Cryptography: Theory and Practice by Douglas Robert Stinson (University of Waterloo, Ontario, Canada)
Through three editions, Cryptography: Theory and Practice, has been embraced by instructors and students alike. It offers a comprehensive primer for the subject's fundamentals while presenting the most current advances in cryptography.
The authors offer comprehensive, in-depth treatment of the methods and protocols that are vital to safeguarding the seemingly infinite and increasing amount of information circulating around the world.
Key Features of the Fourth Edition:
- New chapter on the exciting, emerging new area of post-quantum cryptography (Chapter 9).
- New high-level, nontechnical overview of the goals and tools of cryptography (Chapter 1).
- New mathematical appendix that summarizes definitions and main results on number theory and algebra (Appendix A).
- An expanded treatment of stream ciphers, including common design techniques along with coverage of Trivium.
- Interesting attacks on cryptosystems, including:
- padding oracle attack
- correlation attacks and algebraic attacks on stream ciphers
- attack on the DUAL-EC random bit generator that makes use of a trapdoor.
- A treatment of the sponge construction for hash functions and its use in the new SHA-3 hash standard.
- Methods of key distribution in sensor networks.
- The basics of visual cryptography, allowing a secure method to split a secret visual message into pieces (shares) that can later be combined to reconstruct the secret.
- The fundamental techniques cryptocurrencies, as used in Bitcoin and blockchain.
- The basics of the new methods employed in messaging protocols such as Signal, including deniability and Diffie-Hellman key ratcheting.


» Exercise instructions: Report, word for word, every line of the material that contains "elements".

» Exercise data:
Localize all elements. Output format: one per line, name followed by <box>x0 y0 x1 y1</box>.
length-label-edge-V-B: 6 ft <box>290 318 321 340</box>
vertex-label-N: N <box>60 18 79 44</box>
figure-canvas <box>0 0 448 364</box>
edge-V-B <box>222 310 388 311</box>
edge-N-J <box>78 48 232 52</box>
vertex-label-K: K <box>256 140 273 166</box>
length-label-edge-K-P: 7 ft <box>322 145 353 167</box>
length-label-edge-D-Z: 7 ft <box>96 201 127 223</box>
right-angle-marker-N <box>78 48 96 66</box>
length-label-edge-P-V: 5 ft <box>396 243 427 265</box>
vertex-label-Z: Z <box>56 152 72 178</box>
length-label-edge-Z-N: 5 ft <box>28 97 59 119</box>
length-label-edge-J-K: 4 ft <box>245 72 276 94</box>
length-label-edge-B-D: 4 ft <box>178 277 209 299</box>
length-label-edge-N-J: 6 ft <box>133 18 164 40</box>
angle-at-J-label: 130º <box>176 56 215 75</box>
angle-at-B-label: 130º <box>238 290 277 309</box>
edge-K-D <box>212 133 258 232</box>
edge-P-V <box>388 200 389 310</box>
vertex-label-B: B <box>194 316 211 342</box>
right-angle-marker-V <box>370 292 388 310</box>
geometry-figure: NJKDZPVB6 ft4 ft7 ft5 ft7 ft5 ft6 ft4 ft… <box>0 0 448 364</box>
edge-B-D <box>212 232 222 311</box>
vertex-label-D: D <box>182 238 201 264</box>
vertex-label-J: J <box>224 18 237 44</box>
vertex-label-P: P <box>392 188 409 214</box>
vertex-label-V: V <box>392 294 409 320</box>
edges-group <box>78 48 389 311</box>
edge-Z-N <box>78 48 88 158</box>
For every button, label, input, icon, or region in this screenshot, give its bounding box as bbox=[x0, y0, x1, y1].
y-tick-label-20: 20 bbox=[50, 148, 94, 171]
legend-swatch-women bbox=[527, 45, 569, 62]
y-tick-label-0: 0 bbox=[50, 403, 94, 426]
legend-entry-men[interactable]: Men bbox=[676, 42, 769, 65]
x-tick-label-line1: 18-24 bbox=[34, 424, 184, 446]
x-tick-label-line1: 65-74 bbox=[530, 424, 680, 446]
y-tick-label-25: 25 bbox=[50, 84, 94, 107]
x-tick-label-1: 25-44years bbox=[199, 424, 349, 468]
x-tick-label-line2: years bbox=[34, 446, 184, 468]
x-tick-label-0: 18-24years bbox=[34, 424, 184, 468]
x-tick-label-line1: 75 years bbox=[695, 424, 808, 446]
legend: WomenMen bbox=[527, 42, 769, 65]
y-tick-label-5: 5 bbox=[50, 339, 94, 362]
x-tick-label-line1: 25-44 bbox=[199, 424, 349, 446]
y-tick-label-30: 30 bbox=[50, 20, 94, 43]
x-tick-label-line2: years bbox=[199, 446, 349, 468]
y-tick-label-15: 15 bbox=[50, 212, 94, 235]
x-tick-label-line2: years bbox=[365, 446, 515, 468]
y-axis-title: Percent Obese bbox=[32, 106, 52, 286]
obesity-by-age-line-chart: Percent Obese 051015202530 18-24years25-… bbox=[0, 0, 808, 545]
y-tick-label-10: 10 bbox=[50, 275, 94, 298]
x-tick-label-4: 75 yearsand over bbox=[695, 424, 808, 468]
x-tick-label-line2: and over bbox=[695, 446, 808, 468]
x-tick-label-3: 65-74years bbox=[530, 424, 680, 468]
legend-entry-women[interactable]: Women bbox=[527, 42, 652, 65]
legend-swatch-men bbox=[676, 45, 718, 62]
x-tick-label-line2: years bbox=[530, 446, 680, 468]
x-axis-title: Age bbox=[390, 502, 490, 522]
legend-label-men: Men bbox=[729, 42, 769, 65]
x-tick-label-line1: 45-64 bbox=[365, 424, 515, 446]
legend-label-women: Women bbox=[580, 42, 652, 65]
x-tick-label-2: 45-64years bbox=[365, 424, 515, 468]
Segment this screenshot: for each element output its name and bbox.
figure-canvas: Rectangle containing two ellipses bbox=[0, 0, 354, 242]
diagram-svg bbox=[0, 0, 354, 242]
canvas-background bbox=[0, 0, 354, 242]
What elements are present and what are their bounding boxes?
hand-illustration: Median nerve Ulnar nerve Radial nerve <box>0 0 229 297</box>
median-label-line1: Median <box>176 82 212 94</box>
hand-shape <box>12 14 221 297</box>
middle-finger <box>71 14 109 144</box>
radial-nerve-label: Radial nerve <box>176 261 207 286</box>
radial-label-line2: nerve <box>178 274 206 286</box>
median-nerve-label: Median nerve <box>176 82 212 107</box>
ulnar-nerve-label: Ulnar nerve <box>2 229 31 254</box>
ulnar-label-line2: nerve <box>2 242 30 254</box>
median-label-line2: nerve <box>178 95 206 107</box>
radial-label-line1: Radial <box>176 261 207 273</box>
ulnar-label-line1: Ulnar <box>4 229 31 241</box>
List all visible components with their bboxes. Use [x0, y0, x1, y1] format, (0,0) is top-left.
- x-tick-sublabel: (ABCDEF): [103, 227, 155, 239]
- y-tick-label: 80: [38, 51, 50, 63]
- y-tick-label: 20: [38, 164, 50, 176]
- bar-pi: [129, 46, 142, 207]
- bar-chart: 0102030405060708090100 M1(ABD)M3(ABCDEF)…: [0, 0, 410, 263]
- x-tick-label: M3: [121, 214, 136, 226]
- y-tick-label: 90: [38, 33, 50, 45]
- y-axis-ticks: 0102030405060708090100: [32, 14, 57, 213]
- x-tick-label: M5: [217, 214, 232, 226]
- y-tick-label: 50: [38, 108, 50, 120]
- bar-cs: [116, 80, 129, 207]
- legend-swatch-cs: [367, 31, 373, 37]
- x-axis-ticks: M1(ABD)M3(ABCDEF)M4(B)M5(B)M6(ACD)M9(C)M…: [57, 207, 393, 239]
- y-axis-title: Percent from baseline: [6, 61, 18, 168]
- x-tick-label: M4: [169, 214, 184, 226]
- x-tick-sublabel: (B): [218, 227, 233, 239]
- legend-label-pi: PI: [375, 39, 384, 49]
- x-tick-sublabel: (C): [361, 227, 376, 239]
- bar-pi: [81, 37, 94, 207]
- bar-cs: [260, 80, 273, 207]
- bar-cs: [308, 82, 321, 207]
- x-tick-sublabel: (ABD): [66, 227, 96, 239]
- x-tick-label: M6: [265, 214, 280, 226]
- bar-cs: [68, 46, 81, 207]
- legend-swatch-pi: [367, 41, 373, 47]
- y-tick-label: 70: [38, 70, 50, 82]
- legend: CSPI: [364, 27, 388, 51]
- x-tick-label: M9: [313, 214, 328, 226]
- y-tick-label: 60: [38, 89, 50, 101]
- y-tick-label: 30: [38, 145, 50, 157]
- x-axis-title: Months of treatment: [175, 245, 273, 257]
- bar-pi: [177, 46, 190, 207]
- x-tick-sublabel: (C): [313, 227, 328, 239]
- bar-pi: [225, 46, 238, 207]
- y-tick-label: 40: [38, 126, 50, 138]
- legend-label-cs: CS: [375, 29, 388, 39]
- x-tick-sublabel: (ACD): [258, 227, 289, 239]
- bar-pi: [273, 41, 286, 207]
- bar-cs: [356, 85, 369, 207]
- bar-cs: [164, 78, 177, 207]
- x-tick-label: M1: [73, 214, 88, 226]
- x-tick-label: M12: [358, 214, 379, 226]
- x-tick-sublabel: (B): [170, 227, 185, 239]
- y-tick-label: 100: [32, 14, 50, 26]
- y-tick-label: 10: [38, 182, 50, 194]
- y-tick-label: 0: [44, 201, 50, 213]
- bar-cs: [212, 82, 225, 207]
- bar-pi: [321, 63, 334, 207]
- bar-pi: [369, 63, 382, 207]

» Task output:
Localize all elements. Output format: one per line, name followed by <box>x0 y0 x1 y1</box>.
What elements are present and what are their bounding boxes?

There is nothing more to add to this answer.